Don’t Be a Slave to the Fourte Estate
By Michael Reddy
The Press, the so-called fourth estate, is enormously influential in today’s world, increasingly in the East as much as the West, potentially more influential than government. And certainly it has shown itself capable over the last several decades of causing every bit as much damage as the banks. Anyone who has read the historian Richard Davenport-Hines recent tome “ An English Affair ” on the antics of the press during the sixties and seventies can only be amazed and appalled at the blatant malice of some of the press barons of that era. They will also see a reflection of the Profumo affair in the chicanery, the rank dishonesty and the laziness of some of today’s media, albeit in more muted colours, where the ‘knocking copy’ staple diet of the print press of all shades is beholden to a party political system which many still choose to believe is the heartbeat and pinnacle of a modern democratic way of life, when it is no such thing.
The one thing we must avoid is to see ourselves as helpless victims of the press, rather we are complicit in their barely hidden agendas because we naively continue to buy their papers. We all have our favourite newspaper which we persuade ourselves gives the news to us straight, when what that means is a preference for buying and reading opinions consonant with our own predilections. This is precisely what every editor has in mind when s/he cracks the whip in the last hours and minutes of a feverish newsroom before going to press and decides which news to treat us to and which to hide from us before it isgiven the actual (meaning slanted) treatment in which it is clothed. We can talk about short-termism in investing. But nothing is more the slave of short-term thinking than the production of a daily newspaper.

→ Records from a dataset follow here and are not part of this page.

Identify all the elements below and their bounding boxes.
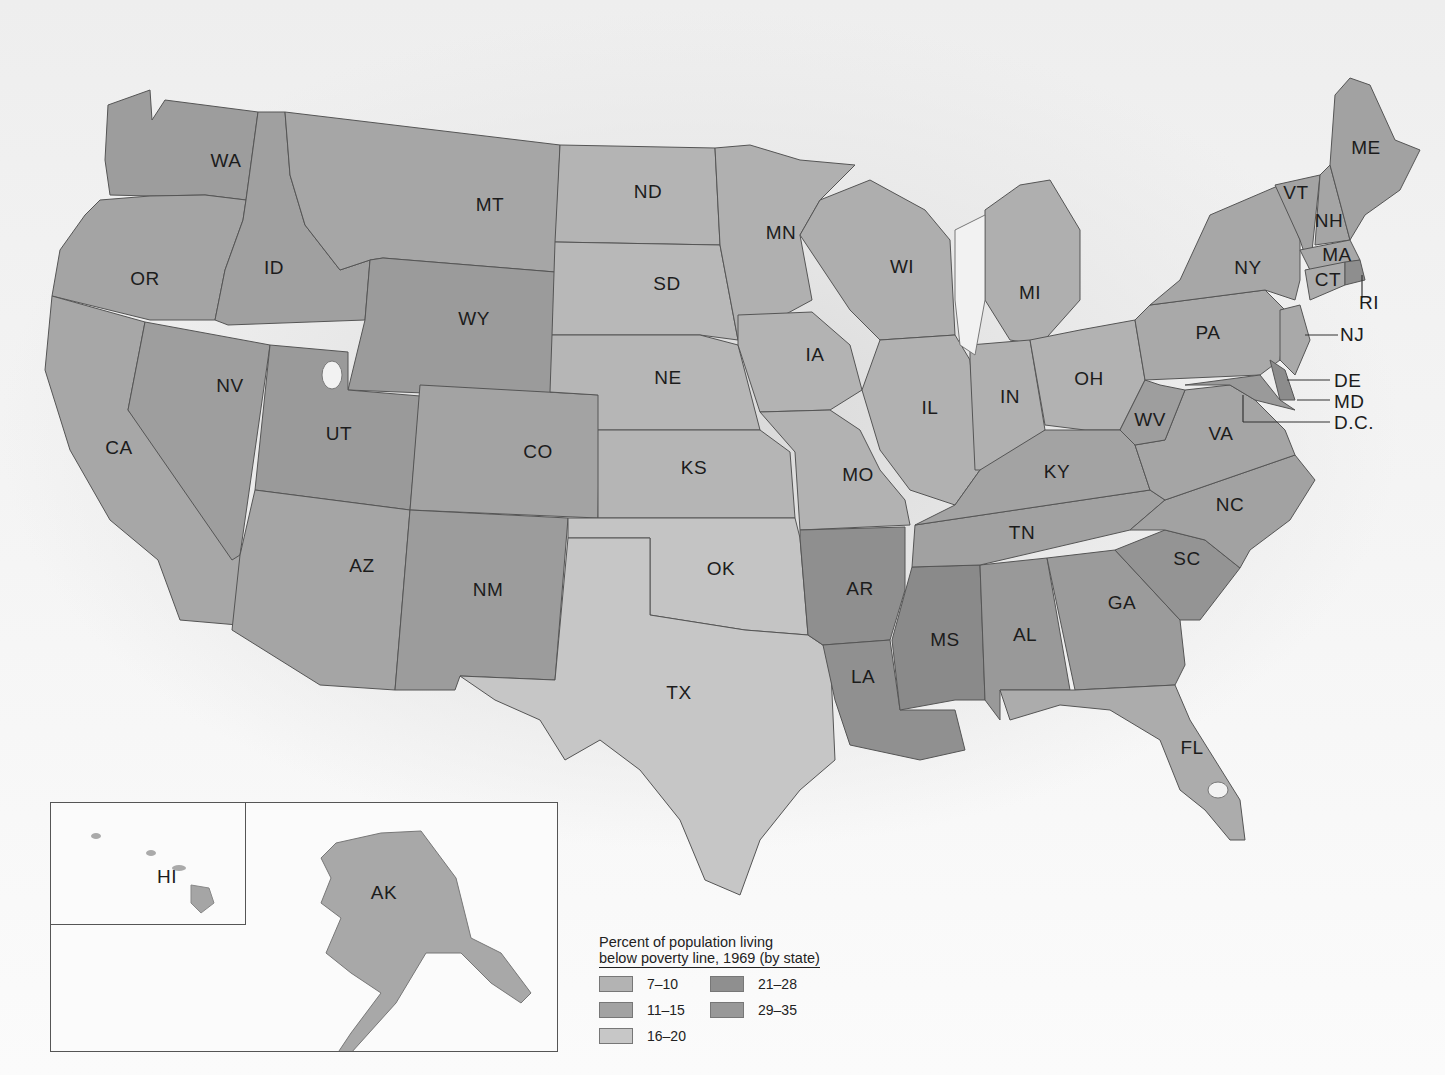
label-tn: TN (1009, 522, 1035, 544)
label-dc: D.C. (1334, 412, 1374, 434)
legend-title-line1: Percent of population living (599, 934, 869, 950)
state-mt[interactable] (285, 112, 560, 272)
label-id: ID (264, 257, 284, 279)
state-ia[interactable] (738, 312, 862, 412)
state-wy[interactable] (348, 258, 555, 398)
legend-label: 29–35 (758, 1002, 797, 1018)
state-fl[interactable] (1000, 685, 1245, 840)
label-tx: TX (666, 682, 691, 704)
legend-swatch (710, 976, 744, 992)
label-nv: NV (216, 375, 243, 397)
legend-label: 16–20 (647, 1028, 686, 1044)
label-nm: NM (473, 579, 504, 601)
label-ak: AK (371, 882, 397, 904)
label-ky: KY (1044, 461, 1070, 483)
state-wa[interactable] (105, 90, 258, 200)
state-sd[interactable] (552, 242, 738, 340)
label-ma: MA (1322, 244, 1352, 266)
label-or: OR (130, 268, 160, 290)
label-ks: KS (681, 457, 707, 479)
label-il: IL (922, 397, 939, 419)
label-nd: ND (634, 181, 662, 203)
legend-items: 7–10 11–15 16–20 21–28 29–35 (599, 976, 869, 1056)
state-mi[interactable] (985, 180, 1080, 345)
label-ne: NE (654, 367, 681, 389)
great-lake-michigan (955, 215, 985, 355)
label-mi: MI (1019, 282, 1041, 304)
label-mn: MN (766, 222, 797, 244)
label-md: MD (1334, 391, 1365, 413)
label-ms: MS (930, 629, 960, 651)
legend-swatch (599, 1028, 633, 1044)
label-ct: CT (1315, 269, 1341, 291)
label-wa: WA (211, 150, 242, 172)
label-ar: AR (846, 578, 873, 600)
label-ny: NY (1234, 257, 1261, 279)
legend-swatch (599, 976, 633, 992)
label-sc: SC (1173, 548, 1200, 570)
legend-title-line2: below poverty line, 1969 (by state) (599, 950, 820, 968)
label-ga: GA (1108, 592, 1136, 614)
label-ri: RI (1359, 292, 1379, 314)
state-wi[interactable] (800, 180, 955, 340)
label-az: AZ (349, 555, 374, 577)
label-va: VA (1209, 423, 1234, 445)
legend-item-11-15: 11–15 (599, 1002, 685, 1018)
label-mt: MT (476, 194, 504, 216)
label-in: IN (1000, 386, 1020, 408)
lake-okeechobee (1208, 782, 1228, 798)
label-wv: WV (1134, 409, 1166, 431)
state-az[interactable] (232, 490, 410, 690)
label-pa: PA (1196, 322, 1221, 344)
label-co: CO (523, 441, 553, 463)
label-nh: NH (1315, 210, 1343, 232)
label-ok: OK (707, 558, 735, 580)
legend-title: Percent of population living below pover… (599, 934, 869, 968)
label-ut: UT (326, 423, 352, 445)
state-ak[interactable] (321, 831, 531, 1051)
label-sd: SD (653, 273, 680, 295)
label-la: LA (851, 666, 875, 688)
label-de: DE (1334, 370, 1361, 392)
legend-swatch (710, 1002, 744, 1018)
legend-item-29-35: 29–35 (710, 1002, 797, 1018)
label-ia: IA (806, 344, 825, 366)
label-me: ME (1351, 137, 1381, 159)
inset-hawaii-frame (50, 802, 246, 925)
legend-swatch (599, 1002, 633, 1018)
state-nj[interactable] (1280, 305, 1310, 375)
legend-item-16-20: 16–20 (599, 1028, 686, 1044)
state-ny[interactable] (1150, 185, 1300, 305)
label-wy: WY (458, 308, 490, 330)
label-ca: CA (105, 437, 132, 459)
legend-label: 7–10 (647, 976, 678, 992)
label-mo: MO (842, 464, 874, 486)
label-nc: NC (1216, 494, 1244, 516)
label-nj: NJ (1340, 324, 1364, 346)
legend-label: 11–15 (647, 1002, 685, 1018)
state-co[interactable] (410, 385, 600, 518)
label-al: AL (1013, 624, 1037, 646)
legend-item-7-10: 7–10 (599, 976, 678, 992)
label-fl: FL (1180, 737, 1203, 759)
label-wi: WI (890, 256, 914, 278)
state-me[interactable] (1330, 78, 1420, 240)
great-salt-lake (322, 361, 342, 389)
legend-item-21-28: 21–28 (710, 976, 797, 992)
label-hi: HI (157, 866, 177, 888)
legend-label: 21–28 (758, 976, 797, 992)
label-vt: VT (1283, 182, 1308, 204)
state-or[interactable] (52, 195, 246, 320)
label-oh: OH (1074, 368, 1104, 390)
map-legend: Percent of population living below pover… (599, 934, 869, 1056)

If the daily press is beholden to the politicians it is no less beholden to the corporate world, no less prone to accept the sound bites from board reports and company press releases at face value. There may not be time to do better; staff at the newspaper may have been slimmed in order to manage online advertising competition. It is much simpler to echo the sexier, self-serving sound bites issued by the corporate world. And this is what sells the paper after all. Sadly, there is neither the will, or the wit, to challenge them.